Two different skills are involved here: one is determining whether a balk occurred. The other is explaining the call to a coach. If I have to explain the balk to a coach, I will explain it in terms of the move, not the intent. "Coach, he tried to step off legally but failed, since his foot did not land directly behind the rubber." The move is the balk, not the intent.

 

But the intent can be relevant to determining whether an odd step-off is a balk: sure, it looked clumsy, but the runner started to go, and F1 came up and threw a seed to F3 to pick him off. As soon as he gets that throw off, I'm calling a balk.

 

"Legal deception is the whole point of the pitcher position." The whole point? Isn't there something to do with pitching to the batter in there?

 

Please save your straw men for somebody else.

Posted

 

Okay, I'll play. Coach comes out and asks why you balked his pitcher?

Umpire replies: because he was being deceptive.

Coach replies: Isn't that the point?

I know you know the rule Maven. But we can't respond to a coach that "your pitcher was being deceptive"

Legal deception is the whole point of the pitcher position.

 

OK. You're not following along today, and nothing you've said actually addresses the rule I posted.

 

8.05 COMMENT provides a "tie breaker" regarding a questionable move. If in doubt, umpires assess whether F1 intended to deceive (or was just clumsy, or dumb, or whatever). Please read it. If you have a different account of what it says, I'd be happy to think about it.

 

Two different skills are involved here: one is determining whether a balk occurred. The other is explaining the call to a coach. If I have to explain the balk to a coach, I will explain it in terms of the move, not the intent. "Coach, he tried to step off legally but failed, since his foot did not land directly behind the rubber." The move is the balk, not the intent.

 

But the intent can be relevant to determining whether an odd step-off is a balk: sure, it looked clumsy, but the runner started to go, and F1 came up and threw a seed to F3 to pick him off. As soon as he gets that throw off, I'm calling a balk.

 

"Legal deception is the whole point of the pitcher position." The whole point?
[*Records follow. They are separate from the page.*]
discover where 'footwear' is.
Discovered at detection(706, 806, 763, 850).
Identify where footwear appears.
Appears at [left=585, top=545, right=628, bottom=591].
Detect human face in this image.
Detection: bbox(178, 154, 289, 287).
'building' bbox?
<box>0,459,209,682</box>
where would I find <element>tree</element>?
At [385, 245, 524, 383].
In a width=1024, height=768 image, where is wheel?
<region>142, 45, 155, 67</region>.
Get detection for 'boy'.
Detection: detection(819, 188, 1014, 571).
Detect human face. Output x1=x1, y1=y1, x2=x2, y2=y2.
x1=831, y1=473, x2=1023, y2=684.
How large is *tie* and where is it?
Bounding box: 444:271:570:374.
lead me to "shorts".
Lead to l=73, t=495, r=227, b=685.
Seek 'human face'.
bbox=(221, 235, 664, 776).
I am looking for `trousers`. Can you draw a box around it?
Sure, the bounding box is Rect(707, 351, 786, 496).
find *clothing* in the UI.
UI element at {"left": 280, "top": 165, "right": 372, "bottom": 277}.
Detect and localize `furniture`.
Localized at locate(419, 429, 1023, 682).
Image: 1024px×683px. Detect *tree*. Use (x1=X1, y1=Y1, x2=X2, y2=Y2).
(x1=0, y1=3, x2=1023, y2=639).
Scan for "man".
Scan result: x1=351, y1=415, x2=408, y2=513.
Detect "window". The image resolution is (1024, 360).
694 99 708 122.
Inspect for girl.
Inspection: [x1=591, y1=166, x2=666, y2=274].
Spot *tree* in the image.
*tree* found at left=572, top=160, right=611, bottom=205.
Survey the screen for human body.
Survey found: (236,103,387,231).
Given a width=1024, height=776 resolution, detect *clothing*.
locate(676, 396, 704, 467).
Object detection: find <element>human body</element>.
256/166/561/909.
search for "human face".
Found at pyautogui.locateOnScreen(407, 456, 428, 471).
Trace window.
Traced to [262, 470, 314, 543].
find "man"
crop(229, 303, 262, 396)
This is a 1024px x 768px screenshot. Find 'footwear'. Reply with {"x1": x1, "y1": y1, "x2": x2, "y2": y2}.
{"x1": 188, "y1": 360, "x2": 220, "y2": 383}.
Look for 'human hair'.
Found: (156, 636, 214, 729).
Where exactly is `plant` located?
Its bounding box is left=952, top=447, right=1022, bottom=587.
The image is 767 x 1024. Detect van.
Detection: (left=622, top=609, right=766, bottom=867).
Isn't there something to do with pitching to the batter in there?

 

Please save your straw men for somebody else.

 

I think we can all ascertain that johnnyg08 is referring to the stretch position and holding runners on, ....can't we?

Posted

"Legal deception is the whole point of the pitcher position." The whole point? Isn't there something to do with pitching to the batter in there?

If the pitcher isn't deceiving the batter, why does he throw curve balls? changes ups? different arm slots? off speed w/ same arm action?

They are all forms of deception.

Posted

8.05 COMMENT provides a "tie breaker" regarding a questionable move. If in doubt, umpires assess whether F1 intended to deceive (or was just clumsy, or dumb, or whatever).

I've never had use for any tie-breaker on balk decisions and always considered this "deception" verbiage in the RB to be unfortunate, misleading and the source of a baseball myth.

Posted

 

8.05 COMMENT provides a "tie breaker" regarding a questionable move. If in doubt, umpires assess whether F1 intended to deceive (or was just clumsy, or dumb, or whatever).

I've never had use for any tie-breaker on balk decisions and always considered this "deception" verbiage in the RB to be unfortunate, misleading and the source of a baseball myth.

 

 

Hard to believe, but I agree with both you and Maven on this.  Maven's point that the purpose of the deception verbiage is as a tiebreaker only is valid.  You're point that you've never had any use for it as a tiebreaker is valid too.

 

In a game about 3 years ago, the pitcher was in the set position and moved to disengage.  He caught a spike on the rubber which stopped his momentum, then he was able to recover and complete his disengagement.  By rule, it was a balk, but there was no intent to deceive, runners weren't moving and he didn't look to make any kind of throw.  I didn't balk him.

 

That said, I would NEVER use the word "deception" in my explanation to a coach.  It's a slippery slope that I prefer to avoid.